Directions
Set down exactly the lines in the records below that run from the line with "You are a GUI" to the line with "This screenshot has width=533, height=756.", inclusive, and nothing more.

----- Records shown -----

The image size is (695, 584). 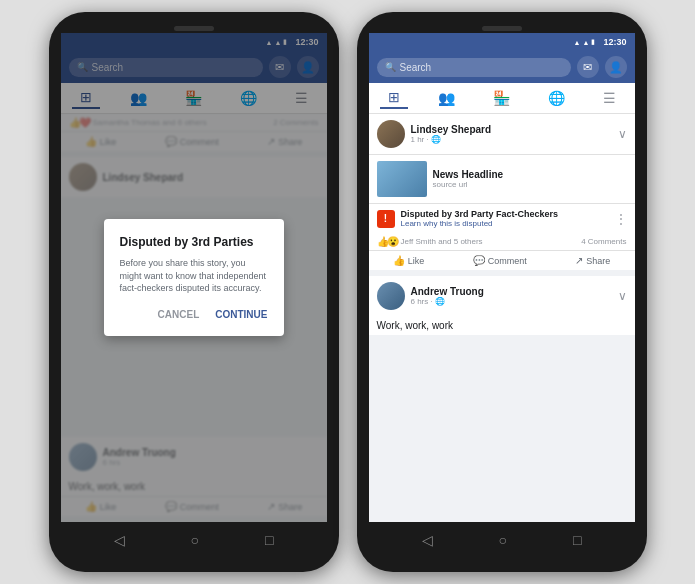 What do you see at coordinates (621, 219) in the screenshot?
I see `disputed-more-icon: ⋮` at bounding box center [621, 219].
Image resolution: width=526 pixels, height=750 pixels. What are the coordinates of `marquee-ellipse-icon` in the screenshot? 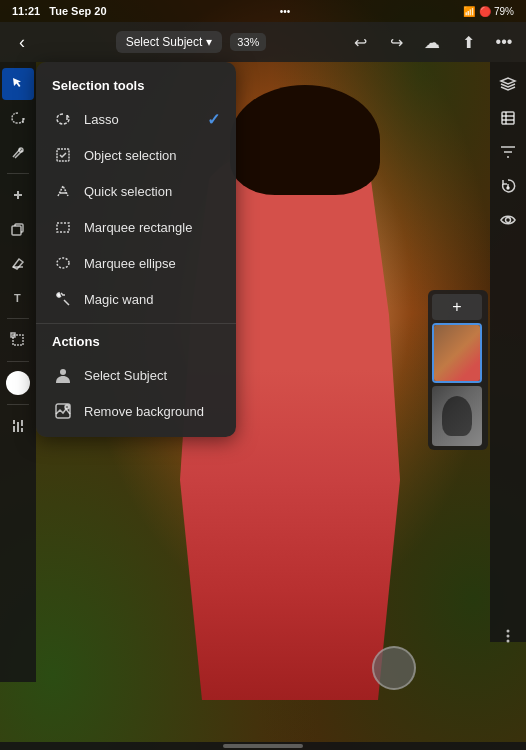 It's located at (63, 263).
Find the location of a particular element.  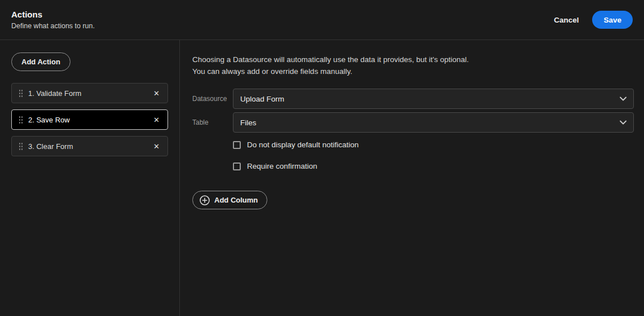

table-label: Table is located at coordinates (213, 122).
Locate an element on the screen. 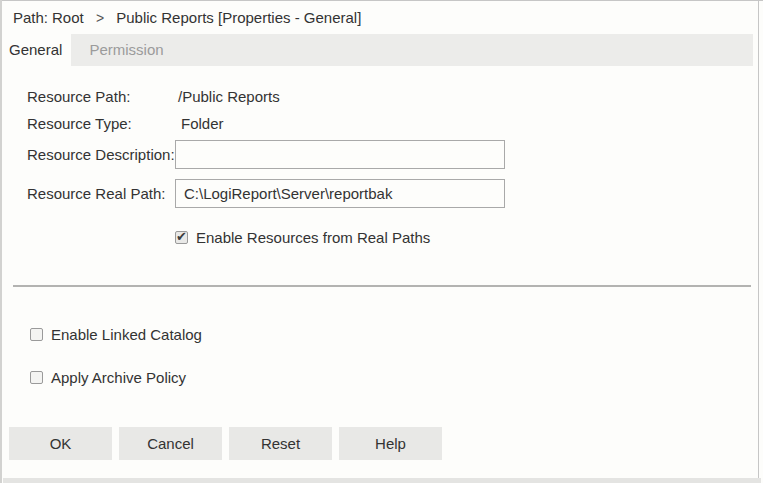 This screenshot has width=763, height=483. resource-path-value: /Public Reports is located at coordinates (228, 96).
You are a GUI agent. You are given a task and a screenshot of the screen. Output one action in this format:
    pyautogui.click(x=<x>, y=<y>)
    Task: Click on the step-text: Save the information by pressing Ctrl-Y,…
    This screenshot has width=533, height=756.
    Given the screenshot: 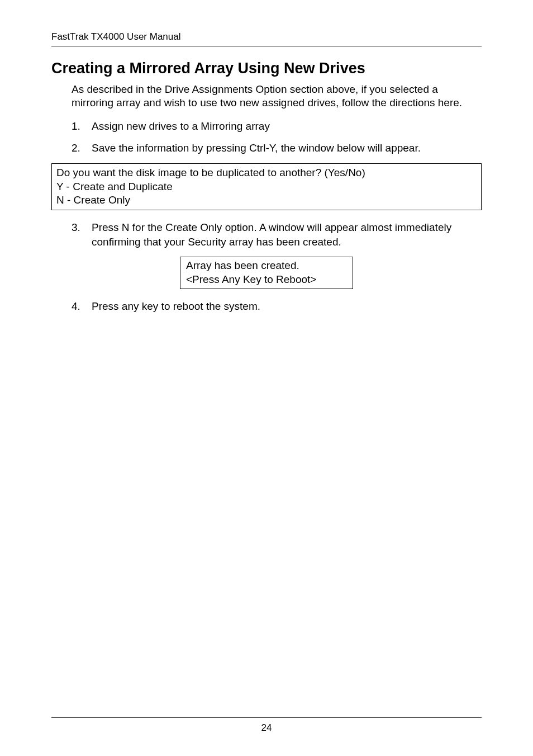 What is the action you would take?
    pyautogui.click(x=287, y=148)
    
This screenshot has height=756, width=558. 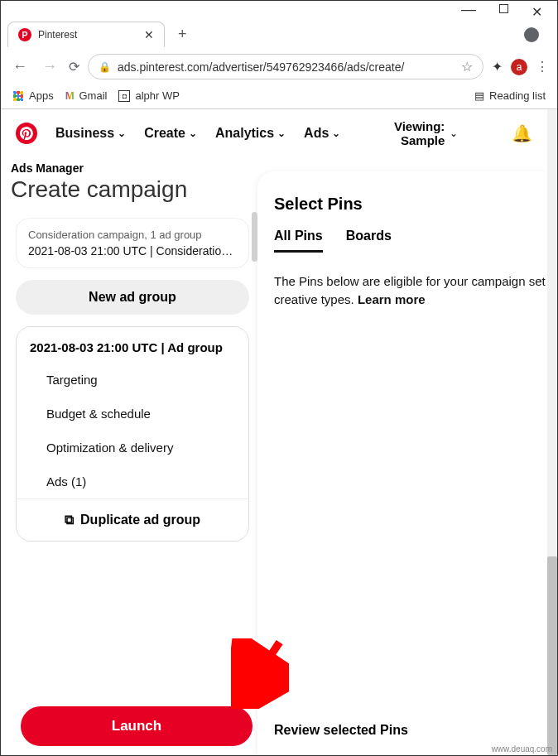 What do you see at coordinates (182, 35) in the screenshot?
I see `new-tab-button: +` at bounding box center [182, 35].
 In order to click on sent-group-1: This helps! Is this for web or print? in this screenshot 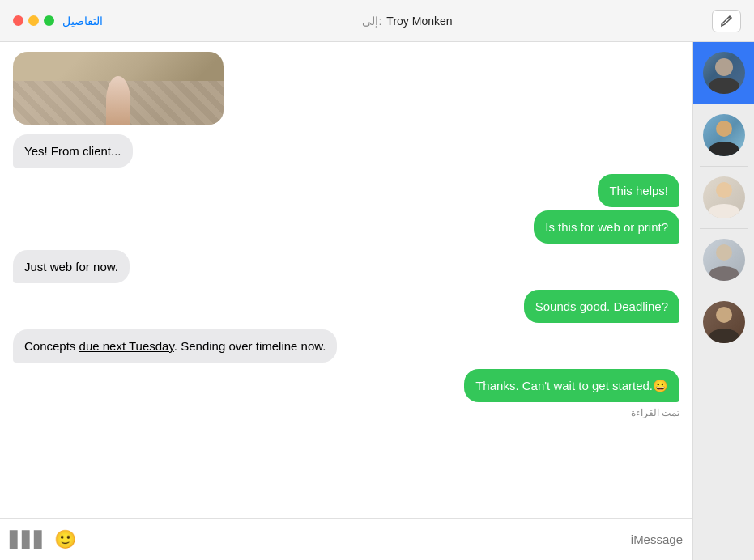, I will do `click(347, 209)`.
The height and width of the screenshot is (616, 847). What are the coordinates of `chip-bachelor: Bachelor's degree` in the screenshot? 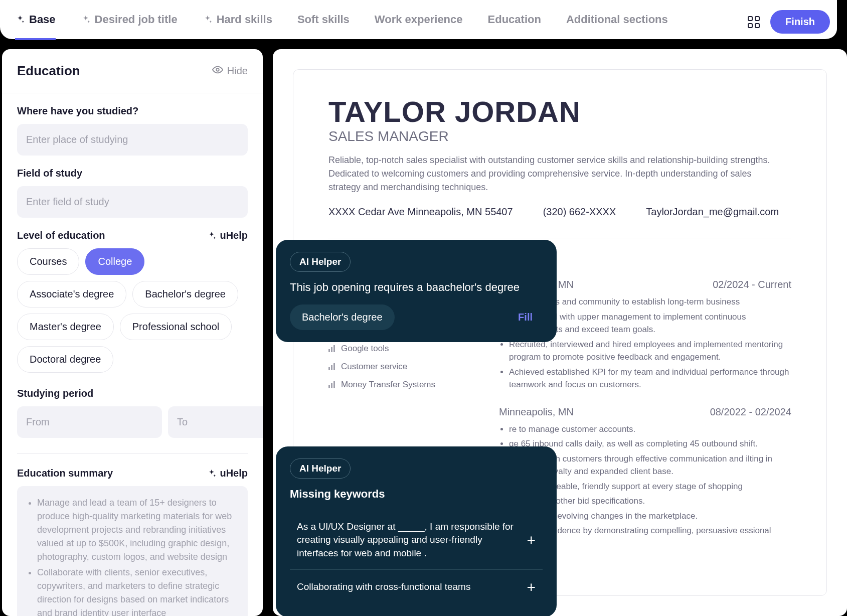 It's located at (186, 294).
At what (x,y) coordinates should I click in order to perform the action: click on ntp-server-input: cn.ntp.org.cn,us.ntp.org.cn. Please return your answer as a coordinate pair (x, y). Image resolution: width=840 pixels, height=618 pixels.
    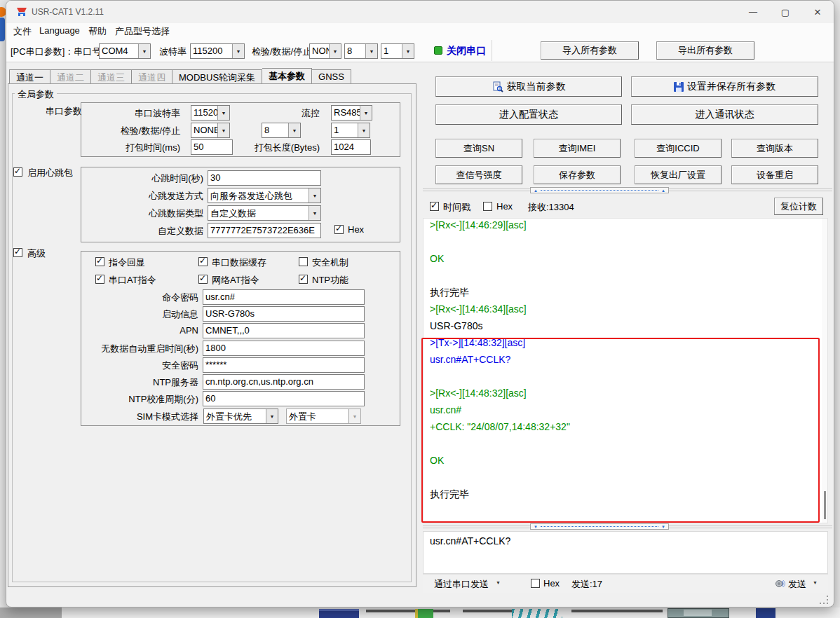
    Looking at the image, I should click on (283, 382).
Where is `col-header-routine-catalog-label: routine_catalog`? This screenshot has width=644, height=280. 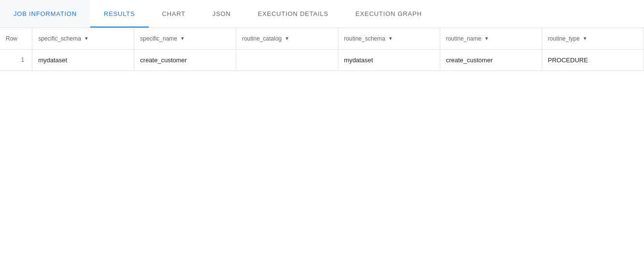 col-header-routine-catalog-label: routine_catalog is located at coordinates (262, 39).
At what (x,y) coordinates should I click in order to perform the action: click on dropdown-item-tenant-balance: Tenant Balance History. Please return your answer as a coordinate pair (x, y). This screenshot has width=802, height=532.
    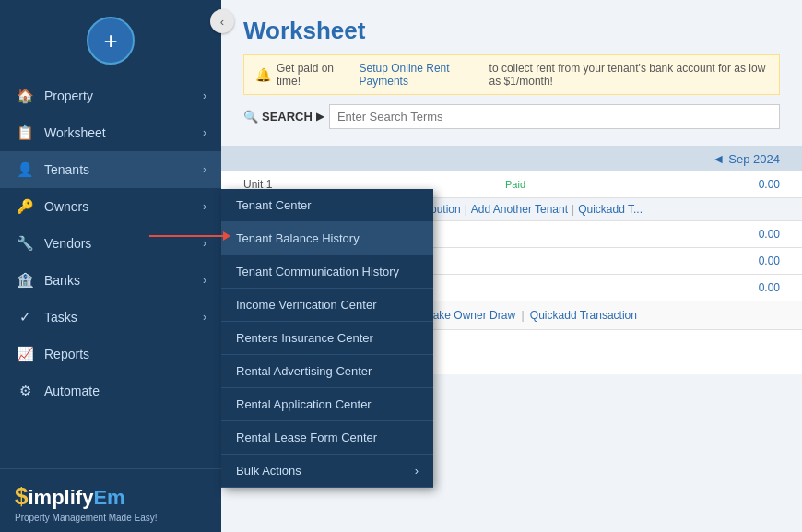
    Looking at the image, I should click on (327, 239).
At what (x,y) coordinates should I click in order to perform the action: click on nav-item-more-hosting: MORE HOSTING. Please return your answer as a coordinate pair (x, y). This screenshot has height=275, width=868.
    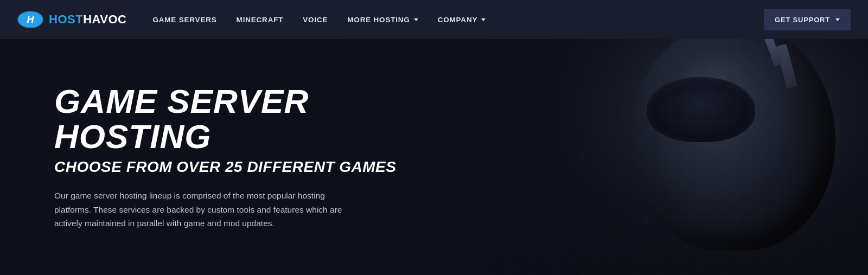
    Looking at the image, I should click on (382, 20).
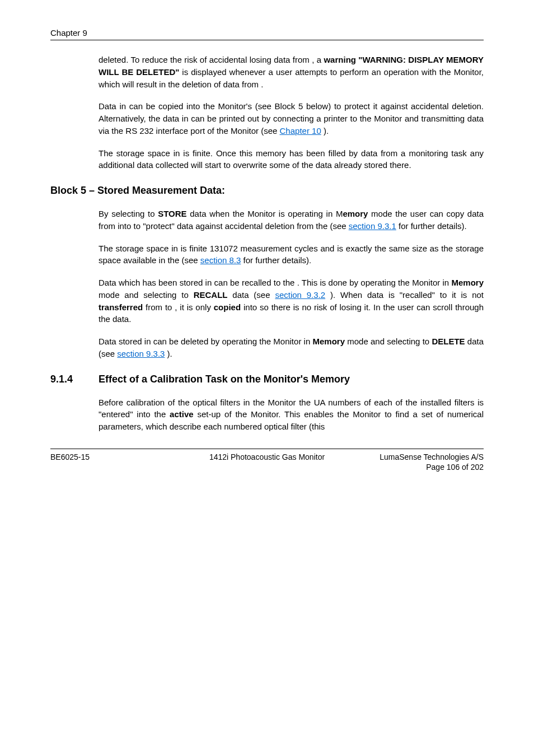  I want to click on text: data (see, so click(254, 295).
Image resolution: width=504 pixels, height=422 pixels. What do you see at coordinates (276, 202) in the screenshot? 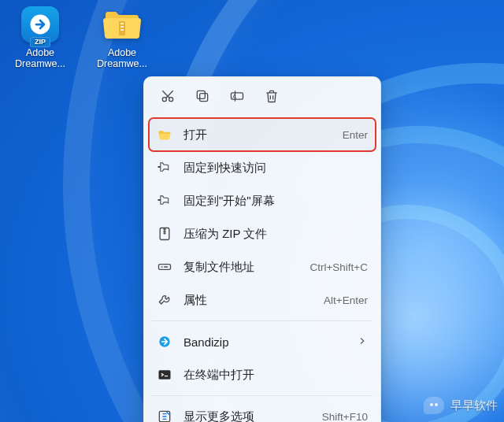
I see `menu-item-label: 固定到"开始"屏幕` at bounding box center [276, 202].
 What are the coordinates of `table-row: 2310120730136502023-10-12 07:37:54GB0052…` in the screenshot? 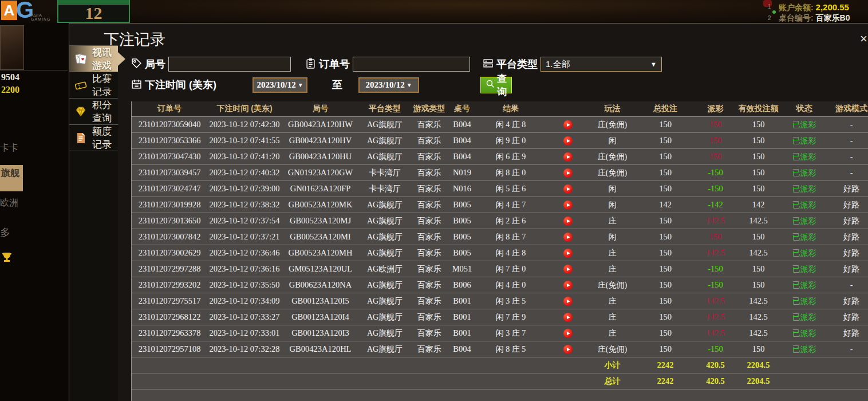 It's located at (500, 221).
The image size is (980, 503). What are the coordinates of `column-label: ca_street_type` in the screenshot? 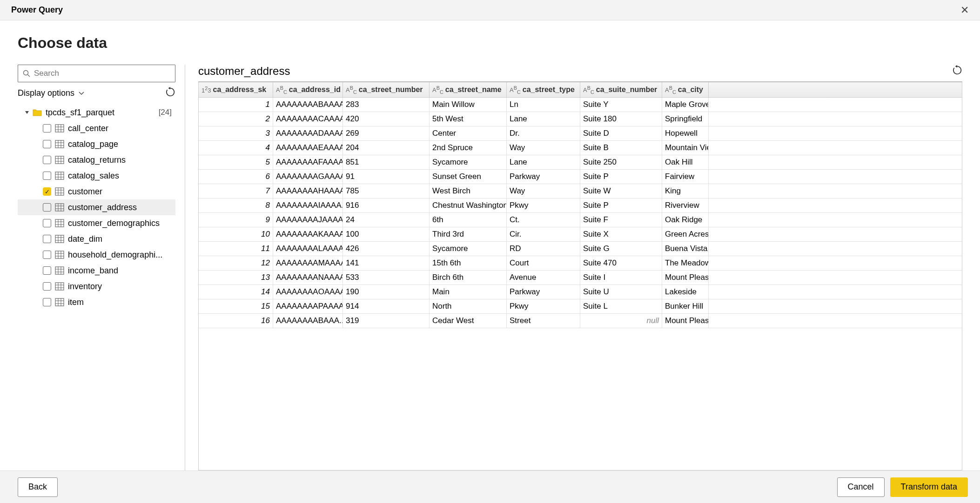 It's located at (549, 90).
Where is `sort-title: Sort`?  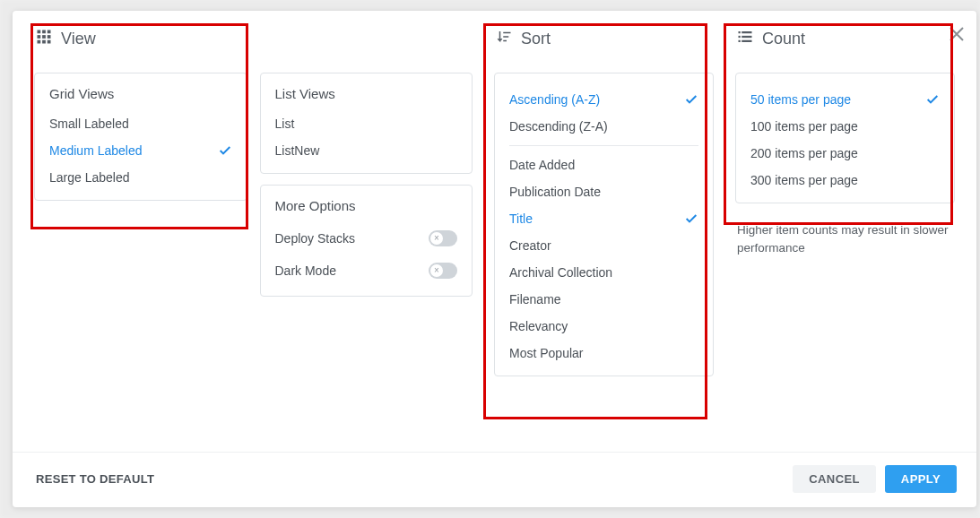 sort-title: Sort is located at coordinates (536, 39).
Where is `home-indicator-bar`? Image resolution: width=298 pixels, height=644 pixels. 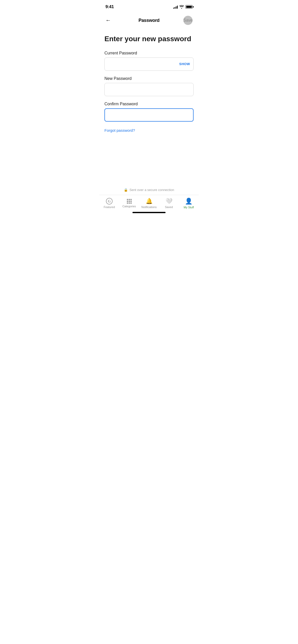 home-indicator-bar is located at coordinates (149, 213).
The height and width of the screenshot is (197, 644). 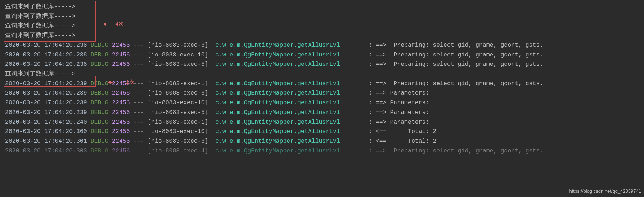 What do you see at coordinates (113, 24) in the screenshot?
I see `annotation-arrow-1: ◀— 4次` at bounding box center [113, 24].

-----

Output for this exercise
You are a GUI agent. You are given a task and a screenshot of the screen. Output one action in this format:
    pyautogui.click(x=<x>, y=<y>)
    Task: Click on the step-text: Save the information by pressing Ctrl-Y,…
    This screenshot has width=533, height=756.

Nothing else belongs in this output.